EMMA TENNANT’S TESS: HARDY’S CANONICAL NOVEL FROM A FEMALE REVISIONIST PERSPECTIVE
Keywords:
Emma Tennant, Tess, Thomas Hardy, revisionist, femaleAbstract
Depending on the perspective, Emma Tennant’s Tess (1993) can be interpreted as a
neo-Victorian, postmodernist, and revisionist novel. This paper is aimed at analyzing Tess from
the aspect of revisionism. By offering a familiar story from a female perspective and combining
it with an imaginative biography of Hardy’s life and a polemic account of the history of women’s
oppression, the narrator intends to challenge the well-known past and rewrite it. The Victorian
era is represented as “the last great age of punishment for women”, but such representation is
extended to Thomas Hardy.
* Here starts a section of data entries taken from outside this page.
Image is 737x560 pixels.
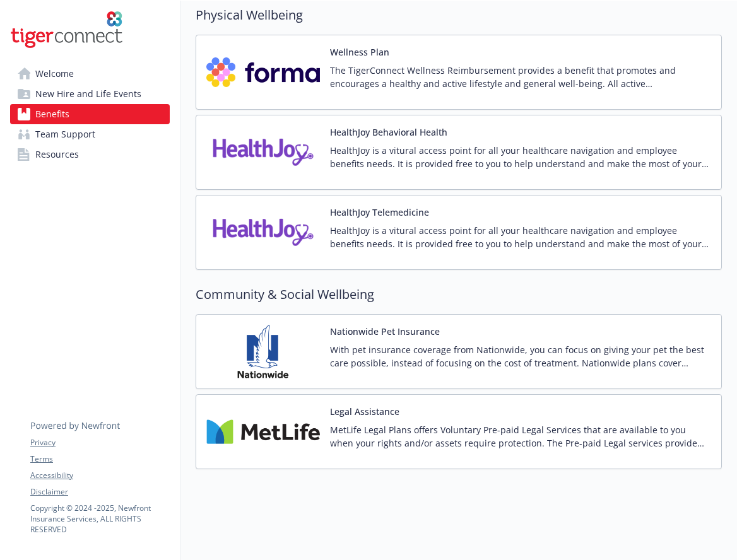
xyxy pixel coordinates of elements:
span: Resources [35,145,78,165]
img: HealthJoy, LLC carrier logo [207,206,320,259]
img: Nationwide Pet Insurance carrier logo [207,325,320,379]
a: Disclaimer [31,486,169,498]
button: HealthJoy Telemedicine [330,206,429,219]
h2: Physical Wellbeing [195,6,722,25]
span: Team Support [35,124,96,145]
button: HealthJoy Behavioral Health [330,125,447,139]
p: Copyright © 2024 - 2025 , Newfront Insurance Services, ALL RIGHTS RESERVED [31,503,169,535]
img: Metlife Inc carrier logo [207,405,320,459]
h2: Community & Social Wellbeing [195,285,722,304]
a: Terms [31,454,169,465]
p: The TigerConnect Wellness Reimbursement provides a benefit that promotes and encourages a healthy... [330,64,711,90]
span: Benefits [35,104,70,124]
img: HealthJoy, LLC carrier logo [207,125,320,179]
a: Team Support [11,124,169,145]
span: Welcome [35,64,74,84]
p: HealthJoy is a vitural access point for all your healthcare navigation and employee benefits need... [330,144,711,170]
p: MetLife Legal Plans offers Voluntary Pre-paid Legal Services that are available to you when your ... [330,423,711,450]
img: Forma, Inc. carrier logo [207,45,320,100]
a: Welcome [11,64,169,84]
button: Legal Assistance [330,405,399,418]
a: Benefits [11,104,169,124]
button: Nationwide Pet Insurance [330,325,440,338]
p: HealthJoy is a vitural access point for all your healthcare navigation and employee benefits need... [330,224,711,251]
button: Wellness Plan [330,45,390,58]
a: Resources [11,145,169,165]
a: Accessibility [31,470,169,482]
a: Privacy [31,437,169,449]
p: With pet insurance coverage from Nationwide, you can focus on giving your pet the best care possi... [330,344,711,370]
a: New Hire and Life Events [11,84,169,104]
span: New Hire and Life Events [35,84,142,104]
By presenting unknown facts that portray the writer in a negative
context, the narrator intends to “shake” our understanding of the allegedly well-known past and
break into history. The novel implies that the Victorian age was even bleaker than it is usually
thought of, but this vision is extended to the present, which is arguably represented in an even
grimmer light. By pointing to the patterns visible both in the past and the present, the narrator’s
purpose is to highlight the timeless, universal topics that permeate all the literary and historical
periods, such as the oppression of women. As suggested by the novel, the only way to end the
tradition of women’s subordination and punishment is to allow women to tell their own stories.